Fresh air, wilderness, climbing and mountains. The words bring an idea of pristine, unspoiled nature where, after considerable effort, an adventurer is rewarded with inspiring views. At least that’s what most people who take on the challenge of climbing Mt. Everest hope for.
To climb tens of thousands of feet in often brutal conditions to be presented with piles of trash and, well, shit just seems wrong. Yet this is exactly the situation that has developed on Mt. Everest. Current estimates are that, in addition to countless discarded oxygen bottles and supplies, there is tons of human shit on the mountain. Literally. Ten tons of it, if you really want the details.
Why is there poop all over the mountain? Climbers dig a hole in the snow to answer nature’s call and then cover it back up with snow. Since the weather remains cold the shit does not decompose as it would if buried in a warmer climate. It just sits there waiting to be rediscovered.
The amount of garbage and excrement is all the more surprising since the first recorded ascent of Everest was only in 1953 when Sir Edmund Hillary climbed it. Prior to Hillary’s ascent of the mountain there is no indication that anyone had climbed to the top before and if they did they at least did not leave a bunch of trash and crap behind for future climbers to discover.

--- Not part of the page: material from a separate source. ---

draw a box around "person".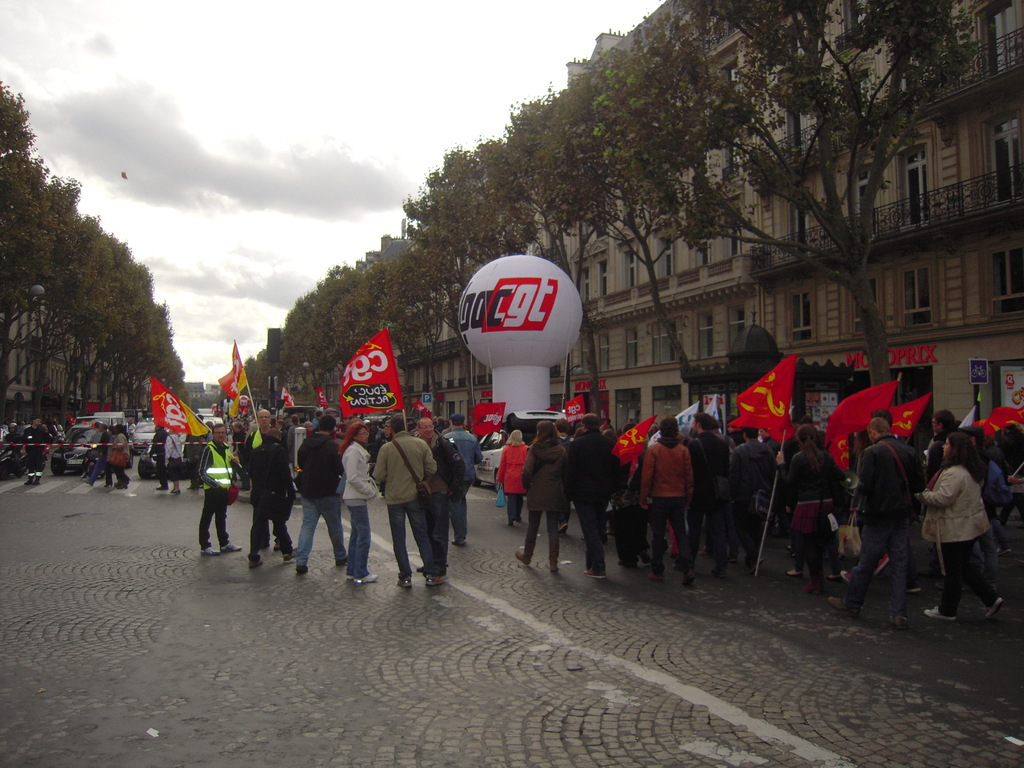
x1=196 y1=422 x2=243 y2=557.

The shit currently adorning the mountain is not all that has been deposited in the last 63 years either. Sherpas reportedly haul about 13 tons of it off the mountain each year. The crap is dumped into pits near the small village of Gorak Shep. Sadly, but perhaps unsurprisingly, local water sources are now reportedly becoming contaminated thanks to all this abandoned fecal matter on the mountain.
There is some good news on the horizon for the people who actually have to live there year-round after the climbers have done their business on the mountain and gone home. The Mt. Everest Biogas Project is trying to turn the Gorak Shep shit pit into a source of energy.
The plan is to build a heated digester that will decompose the tons of crap that are dumped into the pit. The device will be powered by solar panels.
The government in Nepal is also taking some steps to reduce the littering on the mountain. Climbers are now required to carry out 18 pounds of trash. Violators will lose their deposit. The Everest Summitteers Association, which carries tons of trash off the mountain each year, estimates that there is still probably another 10 tons of trash and waste on the mountain.